Update: Integrity Authority Chief Questioned on Suspicion of Further Crimes

  • 14 Feb 2025 9:20 AM
  • Hungary Matters
Update: Integrity Authority Chief Questioned on Suspicion of Further Crimes
The central investigative prosecutor's office (KNYF) has questioned Ferenc Pal Biro, the head of the Integrity Authority, on suspicion of further crimes, the KNYF said.

On top of earlier charges of abuse of office, Biro is now suspected of having embezzled 87 million forints (EUR 217,000), KNYF said in a statement.

Biro is believed to have hired a foreign company to set up and run a representative office for the Integrity Authority in Brussels, whereas his organisation was not authorised to have a foreign representation, the statement said, adding that the foreign contractor had received a sum equal to 17 million forints.

Furthermore, Biro signed two more contracts with the same company in April last year, one for the provision of consultancy services, and the other for lobbying activities not related to the authority's profile, the statement said.

So far, the contractor has received a total 45 million forints under the two agreements, KNYF said.

The prosecutor's office also established that Biro had employed a friend and paid him a monthly 2 million forints to contribute to the curriculum of a planned Integrity Academy, the activities of which were not connected to his authority.

Protecting Hungary's Election Integrity: Inside the Sovereignty Protection Office

Hungary's new Sovereignty Protection Office will be responsible for ensuring the transparency of the upcoming local and European Parliament elections as "its first major task", Tamás Lánczi, appointed to head the new body, has said.

The new body will aim to “protect the country’s economic, cultural, communication and political identity and independence,” Lánczi told public television, adding that “the office will not be an authority … having primarily analytic and fact-finding tasks.”

The office “will not launch probes or impose sanctions,” he added. The office will cooperate with other agencies and “make possible violations public and report to the respective state organs,” he said, adding that the office could “call the attention of lawmakers to any legal deficiency or the need for an authority to act”.

For example, Lánczi said recipients of illegal party financing could face imprisonment but “the punishment will not be imposed by the office but by the respective state authority”.

The new office will be tasked with “preventing foreign attempts to influence the elections … and if it sees signs of such activities, it will alert the authorities,” he said.

MTI Photo: Szilárd Koszticsák

Source: 
MTI - The Hungarian News Agency, founded in 1881.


→ **What to produce**
The answer is all of the entries below, repeated exactly and free of pictures.

[[ Supplied records, beginning ]]

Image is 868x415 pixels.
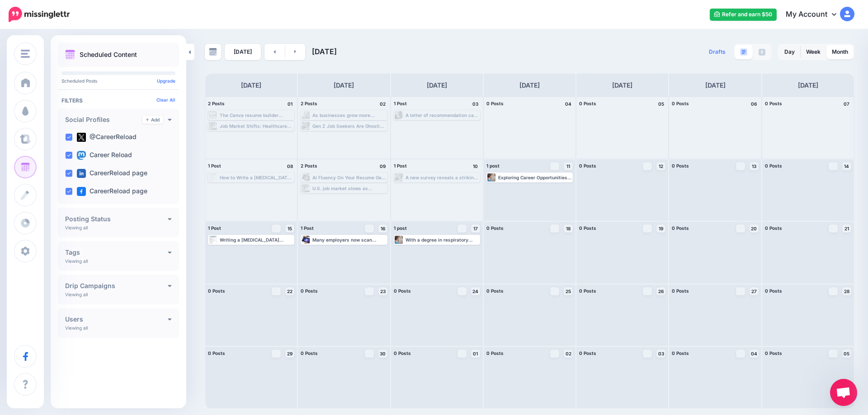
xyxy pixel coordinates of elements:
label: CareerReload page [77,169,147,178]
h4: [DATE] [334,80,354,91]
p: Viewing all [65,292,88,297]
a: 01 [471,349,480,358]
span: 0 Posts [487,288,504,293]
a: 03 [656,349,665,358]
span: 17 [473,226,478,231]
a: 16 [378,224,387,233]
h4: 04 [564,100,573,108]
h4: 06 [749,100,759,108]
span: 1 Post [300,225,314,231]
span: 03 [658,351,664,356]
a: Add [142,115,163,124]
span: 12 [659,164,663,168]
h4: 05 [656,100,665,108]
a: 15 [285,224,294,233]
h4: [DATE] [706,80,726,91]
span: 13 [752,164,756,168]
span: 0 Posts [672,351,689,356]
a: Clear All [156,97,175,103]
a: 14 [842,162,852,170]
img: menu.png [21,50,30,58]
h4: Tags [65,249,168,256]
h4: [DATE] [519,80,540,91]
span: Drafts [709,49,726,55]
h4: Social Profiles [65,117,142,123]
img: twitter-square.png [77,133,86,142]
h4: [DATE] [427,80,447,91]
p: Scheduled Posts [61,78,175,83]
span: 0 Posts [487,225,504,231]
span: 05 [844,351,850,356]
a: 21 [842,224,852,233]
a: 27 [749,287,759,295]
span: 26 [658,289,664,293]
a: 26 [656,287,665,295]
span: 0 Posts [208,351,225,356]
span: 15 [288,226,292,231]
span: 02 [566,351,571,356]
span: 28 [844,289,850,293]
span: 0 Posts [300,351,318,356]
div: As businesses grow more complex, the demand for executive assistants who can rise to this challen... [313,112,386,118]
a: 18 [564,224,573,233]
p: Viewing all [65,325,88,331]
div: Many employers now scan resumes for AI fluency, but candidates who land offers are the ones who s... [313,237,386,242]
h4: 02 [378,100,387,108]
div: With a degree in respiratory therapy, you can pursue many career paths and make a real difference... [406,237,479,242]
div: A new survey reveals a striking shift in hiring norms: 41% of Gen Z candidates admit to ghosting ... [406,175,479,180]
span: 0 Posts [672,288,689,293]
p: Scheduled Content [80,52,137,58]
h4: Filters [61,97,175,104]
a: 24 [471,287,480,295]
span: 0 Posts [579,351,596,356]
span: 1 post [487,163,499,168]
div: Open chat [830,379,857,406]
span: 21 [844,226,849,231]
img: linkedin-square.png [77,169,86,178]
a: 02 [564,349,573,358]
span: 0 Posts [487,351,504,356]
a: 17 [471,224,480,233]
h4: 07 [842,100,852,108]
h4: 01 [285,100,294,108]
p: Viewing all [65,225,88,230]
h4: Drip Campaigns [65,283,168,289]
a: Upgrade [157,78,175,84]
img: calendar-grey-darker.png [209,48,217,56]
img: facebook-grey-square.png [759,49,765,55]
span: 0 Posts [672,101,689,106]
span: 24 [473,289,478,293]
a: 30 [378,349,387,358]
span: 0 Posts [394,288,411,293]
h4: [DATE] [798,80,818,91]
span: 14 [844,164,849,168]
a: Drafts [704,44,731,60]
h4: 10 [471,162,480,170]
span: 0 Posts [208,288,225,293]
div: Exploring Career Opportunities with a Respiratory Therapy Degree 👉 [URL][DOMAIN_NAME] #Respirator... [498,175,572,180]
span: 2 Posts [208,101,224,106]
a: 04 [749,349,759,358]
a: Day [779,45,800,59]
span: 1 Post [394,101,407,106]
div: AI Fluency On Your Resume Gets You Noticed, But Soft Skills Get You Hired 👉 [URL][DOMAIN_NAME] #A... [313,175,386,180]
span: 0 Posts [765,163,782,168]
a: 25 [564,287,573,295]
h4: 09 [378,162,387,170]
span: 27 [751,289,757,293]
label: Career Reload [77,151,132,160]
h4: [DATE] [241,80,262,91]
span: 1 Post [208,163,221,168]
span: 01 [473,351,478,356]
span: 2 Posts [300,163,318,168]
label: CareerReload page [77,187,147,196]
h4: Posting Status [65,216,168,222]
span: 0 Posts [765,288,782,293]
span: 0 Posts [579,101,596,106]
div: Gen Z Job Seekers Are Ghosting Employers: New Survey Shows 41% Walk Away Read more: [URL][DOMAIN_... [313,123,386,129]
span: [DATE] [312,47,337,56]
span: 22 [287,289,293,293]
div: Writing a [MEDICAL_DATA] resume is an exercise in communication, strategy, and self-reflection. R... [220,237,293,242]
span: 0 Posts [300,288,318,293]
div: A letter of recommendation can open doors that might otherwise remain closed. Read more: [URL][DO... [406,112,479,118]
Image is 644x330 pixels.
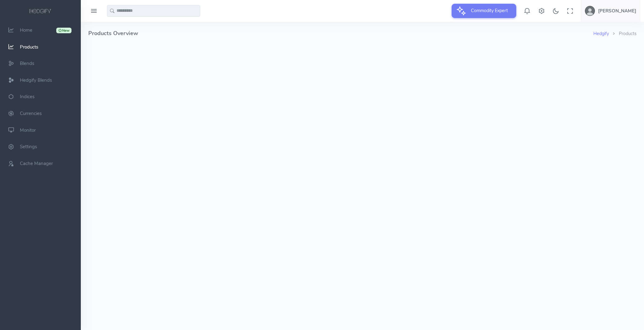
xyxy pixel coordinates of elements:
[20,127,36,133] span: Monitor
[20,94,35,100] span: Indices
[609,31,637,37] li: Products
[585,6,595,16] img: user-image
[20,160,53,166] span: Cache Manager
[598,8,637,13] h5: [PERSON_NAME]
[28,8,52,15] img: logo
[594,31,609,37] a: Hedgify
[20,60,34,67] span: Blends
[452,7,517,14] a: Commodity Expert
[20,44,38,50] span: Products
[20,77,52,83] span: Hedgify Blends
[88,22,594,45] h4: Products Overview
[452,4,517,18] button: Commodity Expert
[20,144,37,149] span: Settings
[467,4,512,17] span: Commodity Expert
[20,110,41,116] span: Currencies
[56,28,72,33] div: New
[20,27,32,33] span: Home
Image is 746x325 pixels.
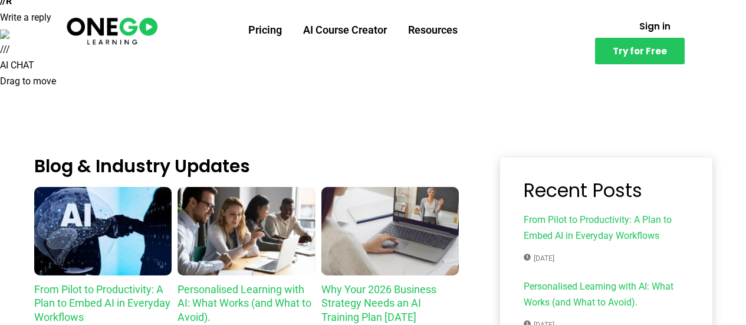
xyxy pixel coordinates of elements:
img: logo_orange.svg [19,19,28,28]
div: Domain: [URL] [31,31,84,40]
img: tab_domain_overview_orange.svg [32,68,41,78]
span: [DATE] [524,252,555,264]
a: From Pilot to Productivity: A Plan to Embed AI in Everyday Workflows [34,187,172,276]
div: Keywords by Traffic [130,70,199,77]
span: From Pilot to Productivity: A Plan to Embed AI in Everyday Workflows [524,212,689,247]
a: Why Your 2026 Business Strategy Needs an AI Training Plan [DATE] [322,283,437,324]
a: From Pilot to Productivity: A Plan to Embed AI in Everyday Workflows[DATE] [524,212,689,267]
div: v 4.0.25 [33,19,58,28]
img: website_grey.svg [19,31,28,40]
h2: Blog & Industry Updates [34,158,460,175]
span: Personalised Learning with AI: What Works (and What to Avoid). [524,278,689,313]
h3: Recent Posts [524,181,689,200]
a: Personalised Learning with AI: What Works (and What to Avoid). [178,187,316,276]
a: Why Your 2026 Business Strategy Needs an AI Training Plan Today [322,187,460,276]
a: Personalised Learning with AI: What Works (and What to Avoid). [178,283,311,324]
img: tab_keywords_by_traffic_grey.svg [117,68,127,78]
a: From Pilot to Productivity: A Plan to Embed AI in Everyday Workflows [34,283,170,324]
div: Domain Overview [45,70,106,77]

[[ Supplied records, end ]]

→ **Result for this exercise**
Image is 868x415 pixels.
xyxy pixel coordinates of elements:
label: CareerReload page [77,169,147,178]
h4: [DATE] [334,80,354,91]
p: Viewing all [65,292,88,297]
a: 01 [471,349,480,358]
span: 0 Posts [487,288,504,293]
a: 03 [656,349,665,358]
span: 17 [473,226,478,231]
a: 16 [378,224,387,233]
h4: 04 [564,100,573,108]
h4: 06 [749,100,759,108]
span: 1 Post [300,225,314,231]
span: 03 [658,351,664,356]
a: Add [142,115,163,124]
span: 12 [659,164,663,168]
h4: 05 [656,100,665,108]
a: 15 [285,224,294,233]
h4: [DATE] [706,80,726,91]
span: 13 [752,164,756,168]
span: 0 Posts [672,351,689,356]
a: Clear All [156,97,175,103]
a: 14 [842,162,852,170]
img: menu.png [21,50,30,58]
h4: Tags [65,249,168,256]
h4: [DATE] [519,80,540,91]
span: Drafts [709,49,726,55]
h4: Social Profiles [65,117,142,123]
img: twitter-square.png [77,133,86,142]
h4: [DATE] [427,80,447,91]
p: Scheduled Posts [61,78,175,83]
span: 0 Posts [487,225,504,231]
span: 05 [844,351,850,356]
a: 21 [842,224,852,233]
a: 27 [749,287,759,295]
span: 26 [658,289,664,293]
a: 26 [656,287,665,295]
span: 0 Posts [208,351,225,356]
span: 15 [288,226,292,231]
span: 02 [566,351,571,356]
span: 28 [844,289,850,293]
span: 0 Posts [300,351,318,356]
div: As businesses grow more complex, the demand for executive assistants who can rise to this challen... [313,112,386,118]
a: 18 [564,224,573,233]
p: Viewing all [65,325,88,331]
div: Many employers now scan resumes for AI fluency, but candidates who land offers are the ones who s... [313,237,386,242]
h4: 02 [378,100,387,108]
div: With a degree in respiratory therapy, you can pursue many career paths and make a real difference... [406,237,479,242]
div: A new survey reveals a striking shift in hiring norms: 41% of Gen Z candidates admit to ghosting ... [406,175,479,180]
span: 0 Posts [672,288,689,293]
p: Scheduled Content [80,52,137,58]
h4: Filters [61,97,175,104]
a: 24 [471,287,480,295]
span: 0 Posts [579,351,596,356]
span: 1 post [487,163,499,168]
div: Open chat [830,379,857,406]
span: 21 [844,226,849,231]
img: linkedin-square.png [77,169,86,178]
a: 02 [564,349,573,358]
span: 0 Posts [487,351,504,356]
a: 17 [471,224,480,233]
h4: 07 [842,100,852,108]
h4: 01 [285,100,294,108]
p: Viewing all [65,225,88,230]
h4: Drip Campaigns [65,283,168,289]
a: Upgrade [157,78,175,84]
img: calendar-grey-darker.png [209,48,217,56]
img: facebook-grey-square.png [759,49,765,55]
span: 0 Posts [672,101,689,106]
span: 24 [473,289,478,293]
a: 30 [378,349,387,358]
span: 0 Posts [394,288,411,293]
h4: [DATE] [798,80,818,91]
span: 14 [844,164,849,168]
a: Drafts [704,44,731,60]
h4: 10 [471,162,480,170]
span: 0 Posts [208,288,225,293]
div: Exploring Career Opportunities with a Respiratory Therapy Degree 👉 [URL][DOMAIN_NAME] #Respirator... [498,175,572,180]
span: 2 Posts [208,101,224,106]
a: 04 [749,349,759,358]
a: Day [779,45,800,59]
span: 1 Post [394,101,407,106]
div: AI Fluency On Your Resume Gets You Noticed, But Soft Skills Get You Hired 👉 [URL][DOMAIN_NAME] #A... [313,175,386,180]
span: 0 Posts [765,163,782,168]
a: 25 [564,287,573,295]
h4: 09 [378,162,387,170]
span: 27 [751,289,757,293]
label: Career Reload [77,151,132,160]
h4: [DATE] [241,80,262,91]
span: 1 Post [208,163,221,168]
span: 01 [473,351,478,356]
span: 2 Posts [300,163,318,168]
label: CareerReload page [77,187,147,196]
h4: Posting Status [65,216,168,222]
span: 0 Posts [765,288,782,293]
span: 0 Posts [579,101,596,106]
div: Gen Z Job Seekers Are Ghosting Employers: New Survey Shows 41% Walk Away Read more: [URL][DOMAIN_... [313,123,386,129]
span: [DATE] [312,47,337,56]
span: 22 [287,289,293,293]
div: Writing a [MEDICAL_DATA] resume is an exercise in communication, strategy, and self-reflection. R... [220,237,293,242]
span: 0 Posts [300,288,318,293]
div: A letter of recommendation can open doors that might otherwise remain closed. Read more: [URL][DO... [406,112,479,118]
Image is 644x330 pixels.
xyxy pixel coordinates of elements:
[20,127,36,133] span: Monitor
[20,94,35,100] span: Indices
[609,31,637,37] li: Products
[585,6,595,16] img: user-image
[20,160,53,166] span: Cache Manager
[598,8,637,13] h5: [PERSON_NAME]
[28,8,52,15] img: logo
[594,31,609,37] a: Hedgify
[20,60,34,67] span: Blends
[452,7,517,14] a: Commodity Expert
[20,44,38,50] span: Products
[20,77,52,83] span: Hedgify Blends
[88,22,594,45] h4: Products Overview
[452,4,517,18] button: Commodity Expert
[20,144,37,149] span: Settings
[467,4,512,17] span: Commodity Expert
[20,110,41,116] span: Currencies
[56,28,72,33] div: New
[20,27,32,33] span: Home
Image is 746x325 pixels.
xyxy pixel coordinates of elements:
img: logo_orange.svg [19,19,28,28]
div: Domain: [URL] [31,31,84,40]
img: tab_domain_overview_orange.svg [32,68,41,78]
span: [DATE] [524,252,555,264]
a: From Pilot to Productivity: A Plan to Embed AI in Everyday Workflows [34,187,172,276]
div: Keywords by Traffic [130,70,199,77]
span: From Pilot to Productivity: A Plan to Embed AI in Everyday Workflows [524,212,689,247]
a: Why Your 2026 Business Strategy Needs an AI Training Plan [DATE] [322,283,437,324]
a: From Pilot to Productivity: A Plan to Embed AI in Everyday Workflows[DATE] [524,212,689,267]
div: v 4.0.25 [33,19,58,28]
img: website_grey.svg [19,31,28,40]
h2: Blog & Industry Updates [34,158,460,175]
span: Personalised Learning with AI: What Works (and What to Avoid). [524,278,689,313]
h3: Recent Posts [524,181,689,200]
a: Personalised Learning with AI: What Works (and What to Avoid). [178,187,316,276]
a: Why Your 2026 Business Strategy Needs an AI Training Plan Today [322,187,460,276]
a: Personalised Learning with AI: What Works (and What to Avoid). [178,283,311,324]
img: tab_keywords_by_traffic_grey.svg [117,68,127,78]
a: From Pilot to Productivity: A Plan to Embed AI in Everyday Workflows [34,283,170,324]
div: Domain Overview [45,70,106,77]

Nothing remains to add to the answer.